Homestead Exemption in Vermont
The homestead exemption is the primary tool for protecting your home in bankruptcy. In Vermont, the homestead exemption is $125,000.
This exemption protects equity in your primary residence. Equity means the fair market value minus the total of all mortgages, liens, and encumbrances. If your equity is within the exemption limit, the Chapter 7 trustee cannot sell your home.
Federal alternative: Since Vermont allows federal exemptions, you can alternatively claim the federal homestead exemption of $27,900 per person ($55,800 for a married couple filing jointly). Compare both sets to determine which is more favorable.
Two-year residency rule: Under 11 U.S.C. Section 522(b)(3), if you have not lived in Vermont for at least 730 days before filing, you may be required to use the exemptions of the state where you lived during the 180 days before that 730-day period. This prevents forum shopping.
Chapter 7: Will the Trustee Sell Your Home?
In Chapter 7, the trustee examines whether your home has non-exempt equity. If it does, the trustee can sell the home, pay you the exempt amount, and distribute the rest to creditors.
However, most Chapter 7 cases are "no-asset" cases -- meaning the trustee finds nothing worth liquidating. The trustee will not sell your home unless the non-exempt equity is substantial enough to generate meaningful funds after paying the costs of sale (broker commissions, closing costs, trustee fees).
Practical threshold: Even if you have equity slightly above the exemption, the trustee may abandon the property if the costs of sale would consume the surplus. There is no guaranteed threshold -- it depends on the trustee's judgment and local market conditions.
Vermont homestead: $125,000. If you are close to this limit, consider whether Chapter 13 (which always lets you keep your home) is a safer choice.
Chapter 13: Stop Foreclosure and Catch Up
Chapter 13 is designed to let you keep your home while catching up on missed mortgage payments. Key benefits:
- Cure arrears over 3-5 years: Missed mortgage payments are spread across your repayment plan. You resume regular payments going forward while the arrears are paid through the plan.
- Automatic stay stops foreclosure: Filing Chapter 13 immediately halts foreclosure proceedings under 11 U.S.C. Section 362.
- Lien stripping: If your home is worth less than your first mortgage balance, Chapter 13 allows you to strip (remove) junior liens (second mortgages, HELOCs) entirely. The junior lien is reclassified as unsecured debt.

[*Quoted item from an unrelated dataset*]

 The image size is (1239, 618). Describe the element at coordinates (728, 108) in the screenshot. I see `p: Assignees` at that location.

- Modification: While bankruptcy does not modify first mortgage terms, the payment plan gives you breathing room to negotiate with your lender.
To keep your home in Chapter 13, you must continue making regular mortgage payments on time throughout the plan, plus plan payments that include the arrearage cure.

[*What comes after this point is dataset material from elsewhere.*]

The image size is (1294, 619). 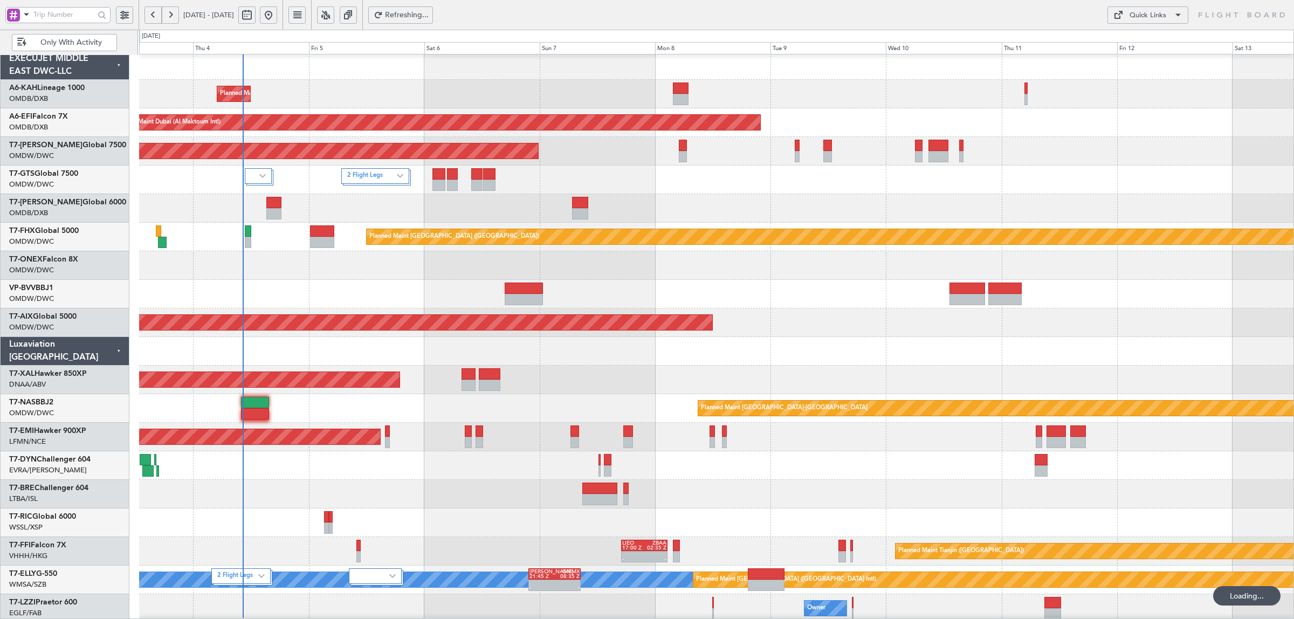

Mortgage and Foreclosure Rules in Vermont
Each state has different foreclosure procedures, timelines, and protections. Key considerations in Vermont:
- Bankruptcy districts: District of Vermont. Local rules may affect how mortgage creditors interact with the bankruptcy court.
- Homestead exemption: $125,000
- Median income (single filer): $49,211. This affects whether you qualify for Chapter 7 or must file Chapter 13.
Vermont's option to redirect unused homestead as wildcard benefits renters. Federal exemptions may be better for those without real estate.
If you are facing foreclosure, timing matters. Filing bankruptcy too late (after a foreclosure sale) means the automatic stay cannot help you recover the property. File before the sale date.
Best outcome: Most homeowners keep their home through bankruptcy. In Chapter 7, the exemption protects equity. In Chapter 13, you cure arrears and stop foreclosure. The key is filing before it is too late.